Sir Ketumile Masire was President of Botswana for an uninterrupted 18 years.
Before then, he had served as Vice President and Minister of Finance and Development Planning, for a continuous period spanning about 15 years.
Sir Ketumile had also been the first Secretary General of the ruling Botswana Democratic Party, a political party he co-founded which has since independence been Botswana’s governing party.
Together with his friend Sir Seretse Khama, Masire laid the foundations for the modern day Botswana.
With Sir Seretse now dead, Masire is accepted as the indisputable remaining founder of the Republic. His voice is that of a powerful political and economic figure who in figurative and literal senses knows where the bodies are buried.
When he appeared before the parliamentary committee investigating the Botswana Meat Commission, President Masire talked of how he has over the years been systematically sidelined by a racist cartel that controls Botswana’s beef industry.
This came as a shock not just because Masire is a political hero of many Batswana, including those that have differed with him and his party, but also because throughout his time in office many Batswana often associated Masire more with cattle farming than with politics.
He has never made a secret his passion for farming. His agricultural prowess, success and wealth, especially the number of his farms and cattle was often a source of media speculation and political ridicule. Correctly or wrongly, he was often flaunted as the embodiment of what a cattle baron should be.
It therefore came as a shock to many Batswana to hear Sir Ketumile cry helplessly that he has over the years been treated rudely, unfairly and crudely by the white racist cartels that he said have ring-fenced the cattle industry for their own selfish ends.

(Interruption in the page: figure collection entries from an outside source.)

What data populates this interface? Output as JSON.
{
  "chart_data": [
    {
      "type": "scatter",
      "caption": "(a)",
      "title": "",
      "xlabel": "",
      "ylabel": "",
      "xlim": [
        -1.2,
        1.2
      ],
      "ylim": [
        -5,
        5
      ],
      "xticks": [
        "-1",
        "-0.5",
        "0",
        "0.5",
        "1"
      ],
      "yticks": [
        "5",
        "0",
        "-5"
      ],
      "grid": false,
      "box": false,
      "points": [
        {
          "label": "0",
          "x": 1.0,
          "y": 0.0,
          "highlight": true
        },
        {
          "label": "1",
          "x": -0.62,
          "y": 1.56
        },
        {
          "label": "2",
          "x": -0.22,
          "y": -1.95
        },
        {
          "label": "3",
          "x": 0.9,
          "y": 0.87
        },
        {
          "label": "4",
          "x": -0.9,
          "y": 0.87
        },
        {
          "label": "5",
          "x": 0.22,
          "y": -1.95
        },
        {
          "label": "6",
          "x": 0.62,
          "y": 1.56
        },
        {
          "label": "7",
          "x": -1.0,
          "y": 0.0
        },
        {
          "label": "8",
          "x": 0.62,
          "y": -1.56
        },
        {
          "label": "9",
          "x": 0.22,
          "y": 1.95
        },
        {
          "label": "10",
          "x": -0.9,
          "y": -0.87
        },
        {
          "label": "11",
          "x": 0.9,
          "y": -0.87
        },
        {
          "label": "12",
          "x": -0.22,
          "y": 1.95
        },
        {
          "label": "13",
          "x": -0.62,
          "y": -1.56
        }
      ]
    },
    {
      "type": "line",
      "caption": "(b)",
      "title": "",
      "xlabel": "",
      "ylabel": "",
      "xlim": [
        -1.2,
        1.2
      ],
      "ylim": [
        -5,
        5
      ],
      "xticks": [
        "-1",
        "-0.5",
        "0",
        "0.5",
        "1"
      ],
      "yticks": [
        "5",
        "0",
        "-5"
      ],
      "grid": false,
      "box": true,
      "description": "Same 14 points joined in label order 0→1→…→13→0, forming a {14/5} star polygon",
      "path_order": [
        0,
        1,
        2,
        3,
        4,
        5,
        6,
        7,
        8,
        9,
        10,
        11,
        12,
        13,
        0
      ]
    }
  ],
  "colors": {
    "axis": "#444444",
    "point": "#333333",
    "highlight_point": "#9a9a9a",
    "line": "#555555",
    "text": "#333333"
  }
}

To hear a former President, who to many Batswana should be the embodiment of power, wail so helplessly as Masire did last week is truly depressing, demeaning and indeed humiliating. We have no wish to engage in a blame game of what Masire himself did or should have done during his time to empower Batswana against the excesses of the white cartels who are today putting his own feet on fire.

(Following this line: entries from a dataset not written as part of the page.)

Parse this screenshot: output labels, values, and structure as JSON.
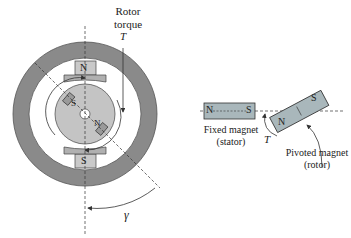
{
  "left_figure": {
    "rotor_torque_label_line1": "Rotor",
    "rotor_torque_label_line2": "torque",
    "torque_symbol": "T",
    "stator_north_label": "N",
    "stator_south_label": "S",
    "rotor_south_label": "S",
    "rotor_north_label": "N",
    "angle_symbol": "γ"
  },
  "right_figure": {
    "fixed_magnet_north": "N",
    "fixed_magnet_south": "S",
    "fixed_magnet_label_line1": "Fixed magnet",
    "fixed_magnet_label_line2": "(stator)",
    "pivoted_magnet_north": "N",
    "pivoted_magnet_south": "S",
    "pivoted_magnet_label_line1": "Pivoted magnet",
    "pivoted_magnet_label_line2": "(rotor)",
    "torque_symbol": "T"
  },
  "colors": {
    "ring": "#8a8a8a",
    "ring_edge": "#555555",
    "rotor_disc": "#c4c4c4",
    "pole_shoe": "#b0b0b0",
    "magnet_fill": "#a9b7bb",
    "stator_magnet_fill": "#c9c9c9"
  }
}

Because we wholeheartedly believe what Masire said, all we want to say is that there is something terribly wrong with this country.
If white racists can so easily reject a former President at a top table from where they are literally skinning bare the resource of this country such as BMC then what chance do ordinary Batswana stand?
We call on Batswana to reflect on the crescendo of helplessness as that which came from Sir Ketumile Masire when he appeared before the parliamentary task force.
And in doing so the single question each one of us should ask ourselves is: Just who owns this country?
For a long time we have unfairly accused people like Masire who have held both political and economic power that they were stripping the country bare with outsiders at the exclusion of other Batswana.
Now, Masire goes public, literally crying of his helplessness and tells the nation of the abuse he has had to put up with at the hands of shady, racist cattle owning barons that have parceled this country among themselves and are now forcefully dividing national institutions like BMC amongst themselves, without even bothering to think for a minute the implications of chasing away people who created such institutions like former President Sir Ketumile Masire.
There is something terribly wrong with our country. The extent of economic exclusion has now reached levels where it is a security threat. We hope those in power today, who somehow feel more white than black, will take notice.